Sunday, June 02, 2024
59.0°F

Theft of rack cards amounts to bullying and censorship

| October 25, 2006 9:00 PM

There seems to be a political rite of passage around election time in Bonner County.

It's happening again this year. Just last week a bunch of political yard signs ended up in and around Snug Harbor after being picked from several Sandpoint and Dover yards.

This appears to be equal opportunity shenanigans, since both Democrat and Republican candidates' signs were plucked.

The act of thievery and misrepresentation that has gotten under my skin, though, has been perpetrated by one candidate — Lewis Rich, the Republican running for District 3 commissioner.

The Daily Bee and a few North Idaho newspapers sell spaces on newspaper racks for advertising. The money raised by these ads goes to fund Newspapers in Education.

Karl Dye, Rich's opponent; Sen. Shawn Keough; Keough's opponent, Jim Ramsey; and state representative candidate Steve Elgar have also purchased these cards. No one else's cards have been stolen other than Dye's.

The Daily Bee has offered up these cards for the last four elections and never had any stolen until this year.

While Rich has denied taking any signs himself, he has admitted to standing next to people while they took them down.

He has also gone to many businesses and asked them to put his sign up in their business because Dye has a rack card on the paper rack in the front of a store.

Most businesses have told Rich to pound sand. Others have put him off and called me, and a few have placated him and taken down the cards.

This is serious stuff. It's censorship. It's bullying and reinforces the reasons I endorsed Karl Dye's write-in candidacy for the District 3 commissioner job last Sunday.

Even though Rich denies it, a person matching Rich's description was spotted taking cards from at least one location and I have turned that information over to the Sandpoint Police Department.

This bullying, lack of understanding of basic private property laws (the racks are the Daily Bee's, the advertising on the racks is the Daily Bee's) and the fact he has pulled other people into his personal crusade should give people wonder how he would act as a commissioner.

Rich also caused a scene at the Bee when he "threw a tantrum and was having a fit," according to two Bee front office people when he demanded to know about the Dye rack cards last week.

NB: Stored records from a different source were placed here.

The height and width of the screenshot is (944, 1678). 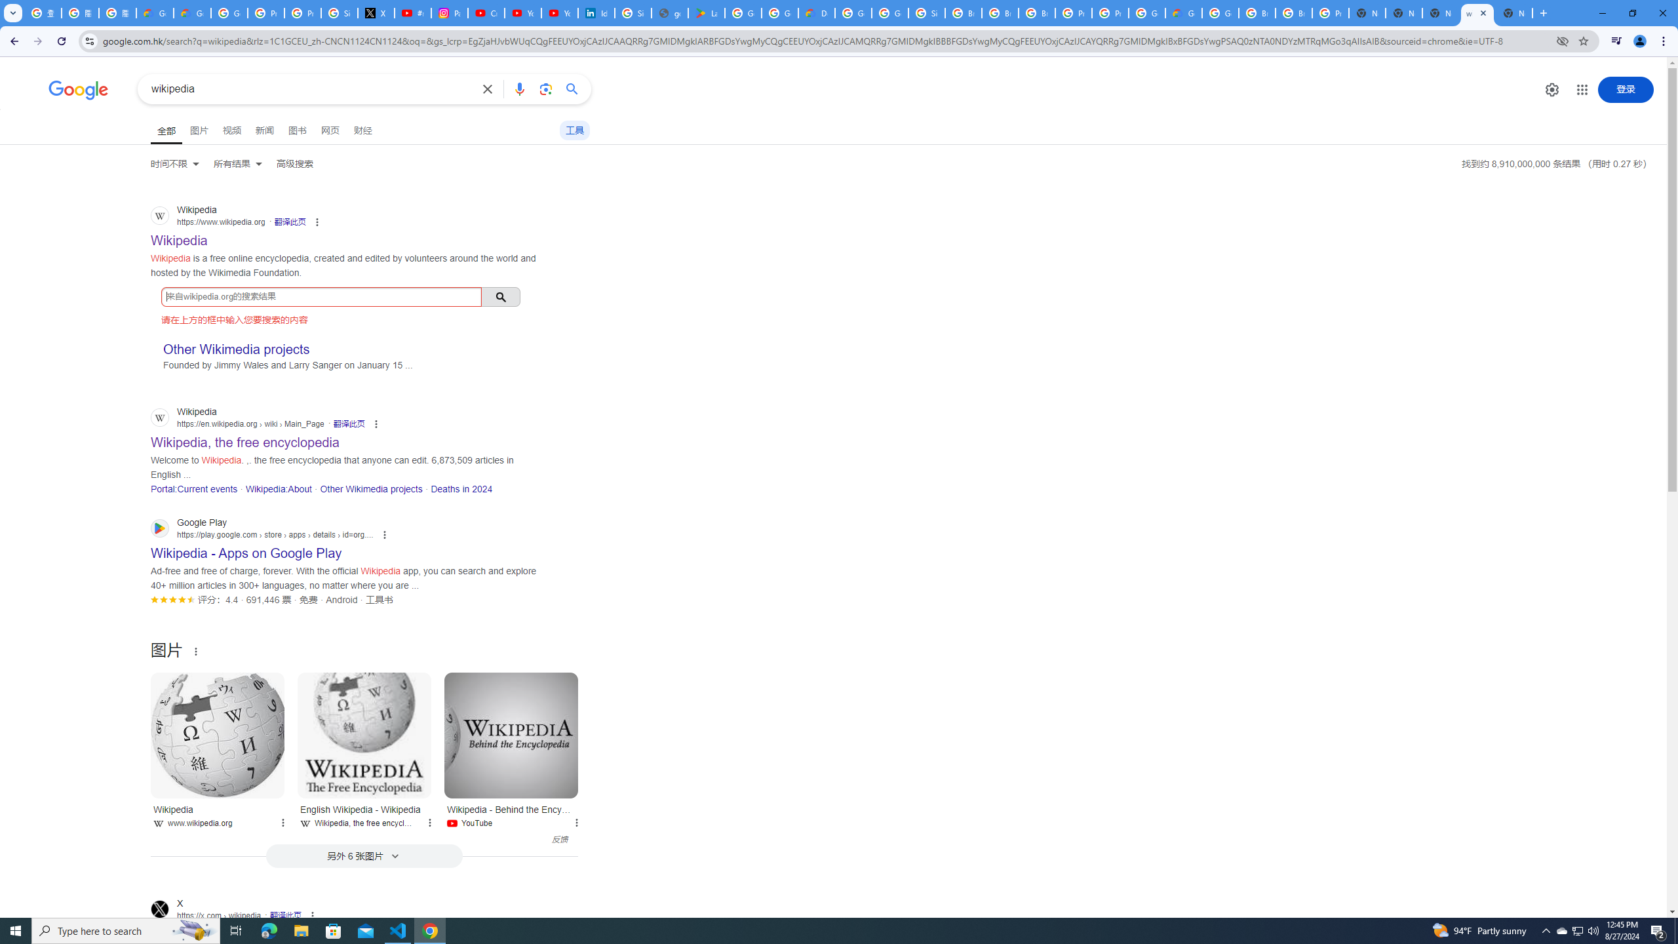 I want to click on Portal:Current events, so click(x=194, y=489).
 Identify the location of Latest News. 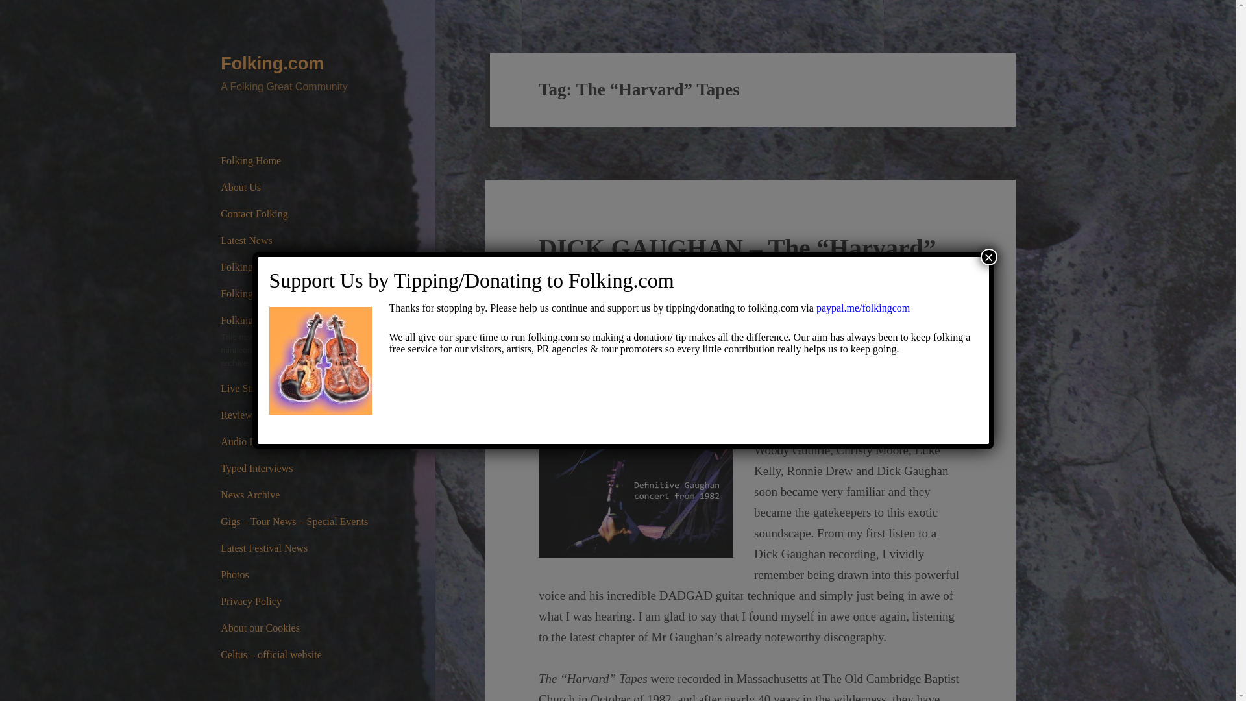
(300, 240).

The ads that ask voters to write in Karl Dye for county commissioner District 3 have been affixed to about 100 Daily Bee vending machines for nearly a month.

I talked to Rich about the scene he caused at the Bee office last week and asked him to quit stealing Bee property.

The disappearing rack cards incidents also came up in a political forum last week.

Rich's response showed a clear lack of understanding about respecting private property as well as freedom of expression. He also downplayed and misrepresented his "hissy fit" at the Bee.

At one point in last week's forum, candidate Bud Mueller, who is running for District 1 commissioner, told me, the moderator, to "shut up and sit down, you big baby" as I pressed Rich on his strategy about making rack cards disappear.

In that same exchange, Rich also suggested a story with Dye's name in the headline in a recent Bee was also a political ad and those papers should have been removed from racks and stores.

Rich's lack of knowledge or respect of freedom of expression or of the press, worries me.

Bob Hall, the head of the Idaho Newspaper Association, said the Bee needs to defend what's on the newspaper racks as vigorously as what's inside the racks in the newspaper.

I believe that's what I am doing with this editorial.

David Keyes is the publisher of the Bee.